Checkout all the examples in the examples
directory to see more use cases.
use kornia::{image::{Image, ImageSize}, imgproc};
use kornia::io::functional as F;
fn main() -> Result<(), Box<dyn std::error::Error>> {
// read the image
let image: Image<u8, 3> = F::read_image_any("tests/data/dog.jpeg")?;
let image_viz = image.clone();
let image_f32: Image<f32, 3> = image.cast_and_scale::<f32>(1.0 / 255.0)?;
// convert the image to grayscale
let mut gray = Image::<f32, 1>::from_size_val(image_f32.size(), 0.0)?;
imgproc::color::gray_from_rgb(&image_f32, &mut gray)?;
// resize the image
let new_size = ImageSize {
width: 128,
height: 128,
};
let mut gray_resized = Image::<f32, 1>::from_size_val(new_size, 0.0)?;
imgproc::resize::resize_native(
&gray, &mut gray_resized,
imgproc::resize::InterpolationMode::Bilinear,
)?;
println!("gray_resize: {:?}", gray_resized.size());
// create a Rerun recording stream
let rec = rerun::RecordingStreamBuilder::new("Kornia App").connect()?;
// log the images
let _ = rec.log("image", &rerun::Image::try_from(image_viz.data)?);
let _ = rec.log("gray", &rerun::Image::try_from(gray.data)?);
let _ = rec.log("gray_resize", &rerun::Image::try_from(gray_resized.data)?);
Ok(())
}
Load an image, that is converted directly to a numpy array to ease the integration with other libraries.
import kornia_rs as K
import numpy as np
# load an image with using libjpeg-turbo
img: np.ndarray = K.read_image_jpeg("dog.jpeg")

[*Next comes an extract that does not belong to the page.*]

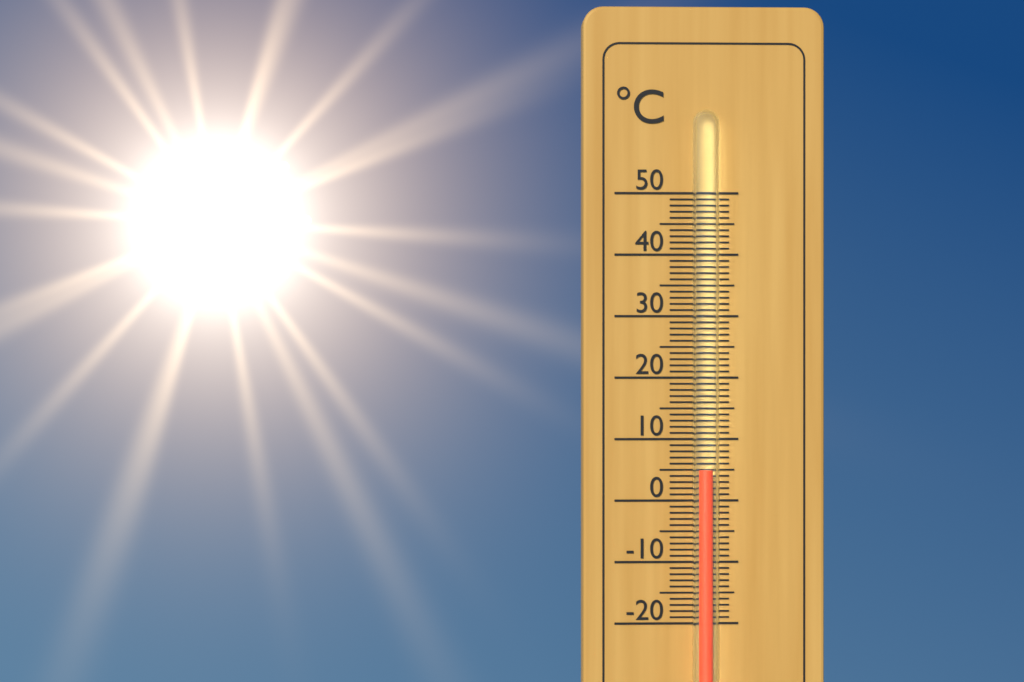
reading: 5 °C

# alternatively, load other formats
# img: np.ndarray = K.read_image_any("dog.png")
assert img.shape == (195, 258, 3)
# convert to dlpack to import to torch
img_t = torch.from_dlpack(img)
assert img_t.shape == (195, 258, 3)
Write an image to disk
import kornia_rs as K
import numpy as np
# load an image with using libjpeg-turbo
img: np.ndarray = K.read_image_jpeg("dog.jpeg")
# write the image to disk
K.write_image_jpeg("dog_copy.jpeg", img)
Encode or decode image streams using the turbojpeg
backend
import kornia_rs as K
# load image with kornia-rs
img = K.read_image_jpeg("dog.jpeg")
# encode the image with jpeg
image_encoder = K.ImageEncoder()
image_encoder.set_quality(95) # set the encoding quality
# get the encoded stream
img_encoded: list[int] = image_encoder.encode(img)
# decode back the image
image_decoder = K.ImageDecoder()
decoded_img: np.ndarray = image_decoder.decode(bytes(image_encoded))
Resize an image using the kornia-rs
backend with SIMD acceleration
import kornia_rs as K
# load image with kornia-rs
img = K.read_image_jpeg("dog.jpeg")
# resize the image
resized_img = K.resize(img, (128, 128), interpolation="bilinear")

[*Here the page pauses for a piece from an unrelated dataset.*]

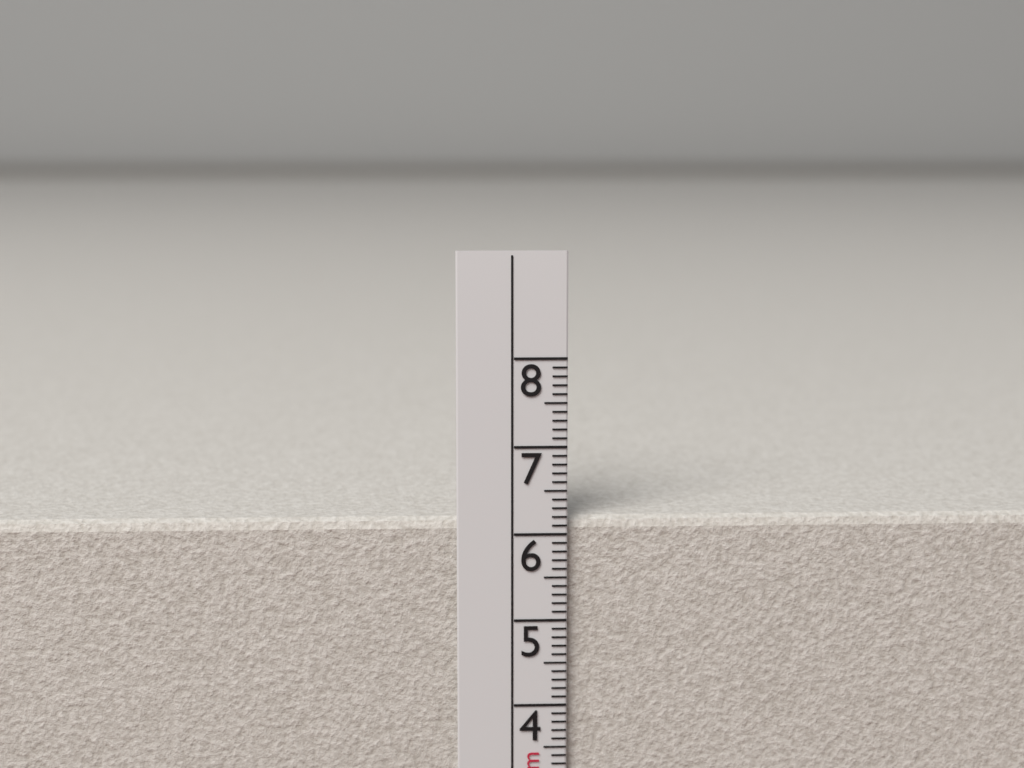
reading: 6.2 cm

assert resized_img.shape == (128, 128, 3)
Pre-requisites: install rust
and python3
in your system.
curl --proto '=https' --tlsv1.2 -sSf https://sh.rustup.rs | sh
Clone the repository in your local directory
git clone https://github.com/kornia/kornia-rs.git
Compile the project and run the tests
cargo test
For specific tests, you can run the following command:
cargo test image
To build the Python wheels, we use the maturin
package. Use the following command to build the wheels:
make build-python
To run the tests, use the following command:
make test-python
This is a child project of Kornia. Join the community to get in touch with us, or just sponsor the project: https://opencollective.com/kornia
FAQs
Low level implementations for computer vision in Rust
We found that kornia-rs demonstrated a healthy version release cadence and project activity because the last version was released less than a year ago. It has 1 open source maintainer collaborating on the project.
Did you know?
Socket for GitHub automatically highlights issues in each pull request and monitors the health of all your open source dependencies. Discover the contents of your packages and block harmful activity before you install or update your dependencies.